Vox Populi

A curated webspace for Poetry, Politics, and Nature with over 6,000,000 visitors since 2014 and over 9,000 archived posts.

Kelly Denton-Borhaug: The Intolerable Price You Pay

More than 17 of you veterans take your own lives every day. And you live with all of this, while so much of the rest of the nation fails to muster the will to see you, hear you, or face honestly the American addiction to war.

November 11, 2022 · 8 Comments

Valerie Bacharach: Night, Descending

Night explodes in fractures of shining glass.
Sidewalks hold storefront fragments,
deadly crystals glitter,
almost beautiful with still-red blood.

November 9, 2022 · 4 Comments

Rev. William J. Barber II, Karen Dolan: This is an Election Americans Cannot Afford to Lose

The stakes for America’s poor and low-income families are huge this election.

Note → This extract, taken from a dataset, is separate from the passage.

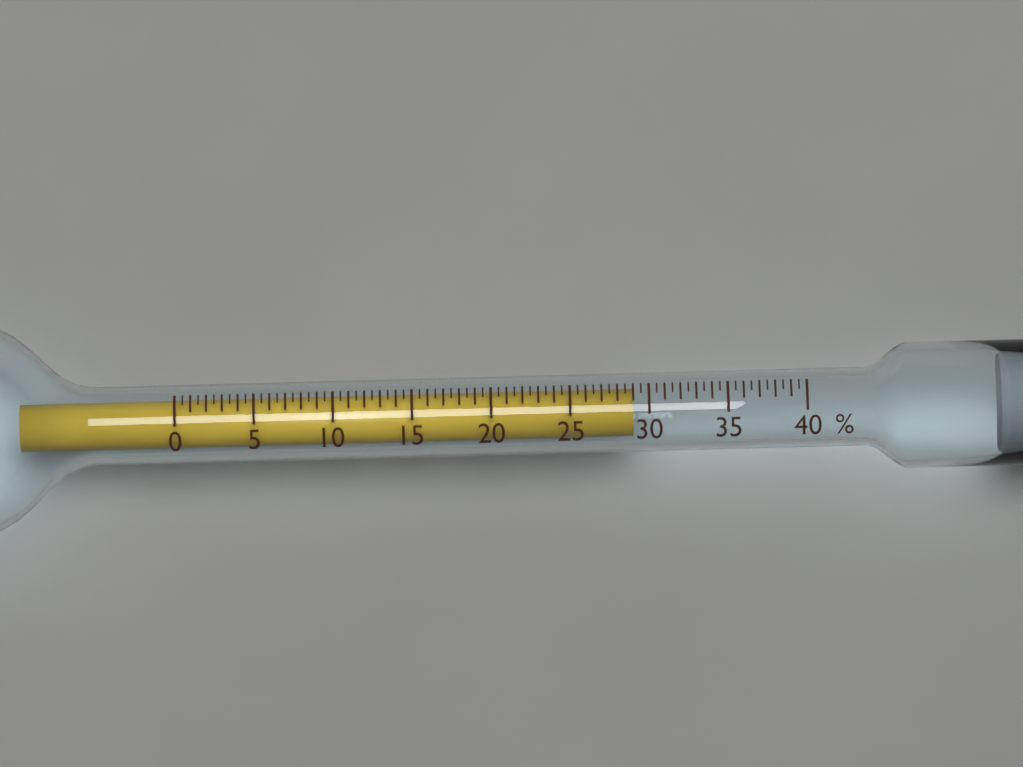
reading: 29.0 %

November 6, 2022 · Leave a comment

Richard Cambridge: In Medias Res

Tom, the eldest son of Daniel and Helen Brownson, tells his parents he has dropped out of college. He is now in the crosshairs of the draft board and will be re-classified 1-A — a good chance he will be sent to — and possibly die in Vietnam.

November 4, 2022 · 2 Comments

Yahya Frederickson: Duqq

I believe only the desert
can know the aridity
of cardamom, coffee, and ginger.

October 27, 2022 · 4 Comments

Chris Hedges: Writing on War

And Living in a World from Hell

October 26, 2022 · 4 Comments

Christine Rhein: People used to ask

my father for advice — how to fix
a chimney crack,
a sagging porch, how to realign
a patio — bricks upheaved

October 24, 2022 · 2 Comments

Baron Wormser: Against Hope

Hope gives us a margin for our industriousness that keeps inventing new purposes for new machines, an industriousness that often seems to be only making everything worse. 

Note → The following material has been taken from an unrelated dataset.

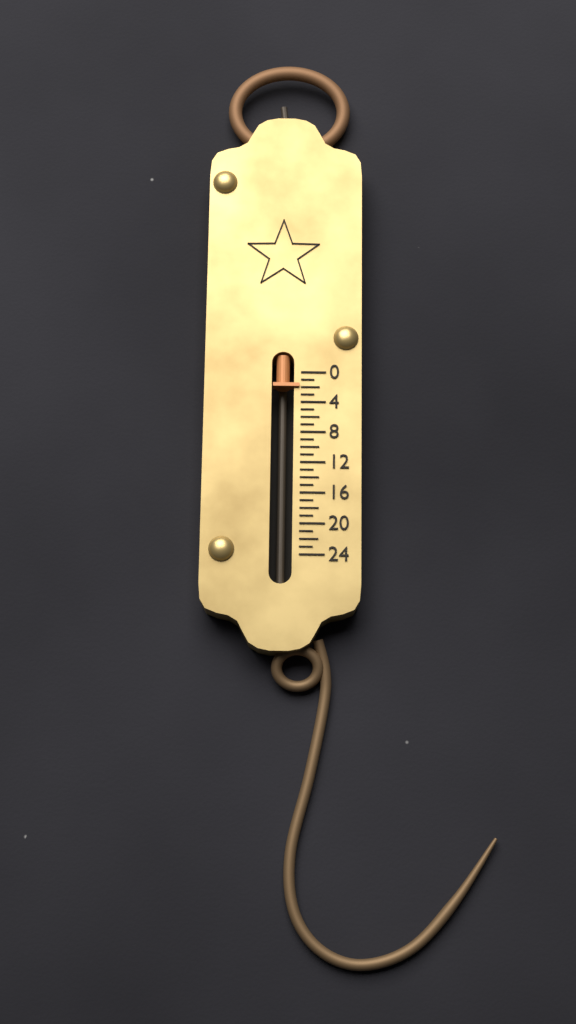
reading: 2 (no unit)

October 23, 2022 · 19 Comments

Walt Whitman: Come Up from the Fields Father

Open the envelope quickly,
O this is not our son’s writing, yet his name is sign’d,
O a strange hand writes for our dear son, O stricken mother’s soul!

October 21, 2022 · 1 Comment

Jennifer Brookland: Holding On When Leaving Feels Like Letting Go

I spent four years in the military and remember it in fuzzy flashes. The little I do recall leaves me with a vague sense of awkward incompetence, confusion, and shame.

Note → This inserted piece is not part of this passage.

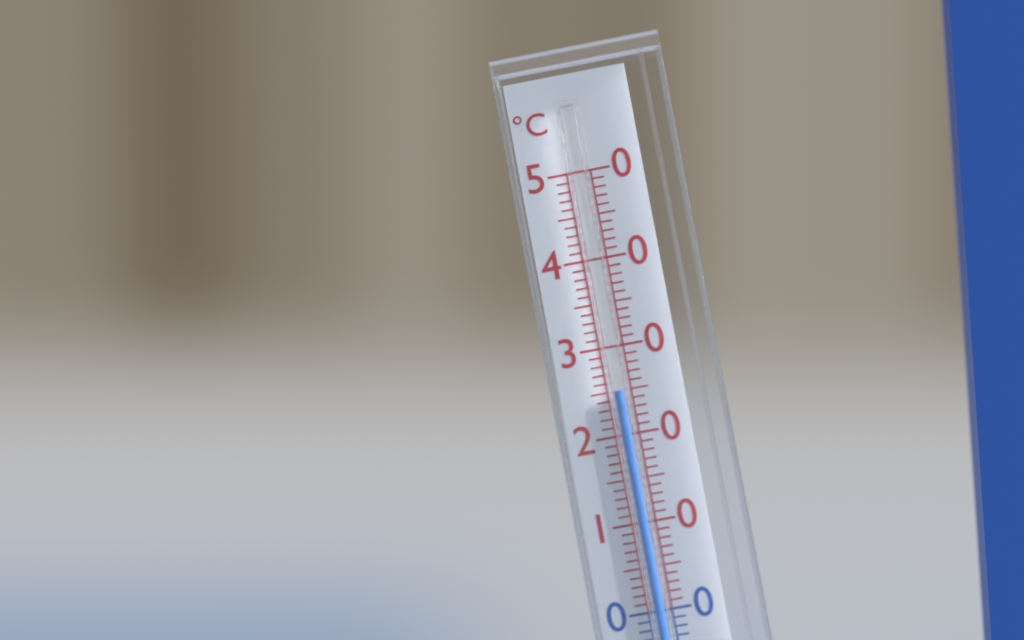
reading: 25 °C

October 21, 2022 · 6 Comments

Jyotika Saksena: Common Misperceptions About Refugees

America needs more refugees, not less. 

October 20, 2022 · 3 Comments

Alfred W. McCoy: Cold Wars, Hot Planet, and New Geopolitical Firestorms

With so many mesmerized by the conflict in Ukraine and the possibility of another over Taiwan, world leaders largely ignore the rising threat of climate change.

October 19, 2022 · Leave a comment

Bill Lueders: Beyond Good and Evil | On Wendell Berry’s Brave New Book

A book by the celebrated author, poet, and farmer that takes on racism, the Civil War, and his life’s work.

October 9, 2022 · 2 Comments

Robert M. Dover: Nobel peace prize goes to Belarusian, Russian and Ukrainian human rights activists

On the 70th birthday of Russian president Vladimir Putin, the Nobel prize committee has recognised the work of three winners who are all battling against Putin or pro-Putin regimes.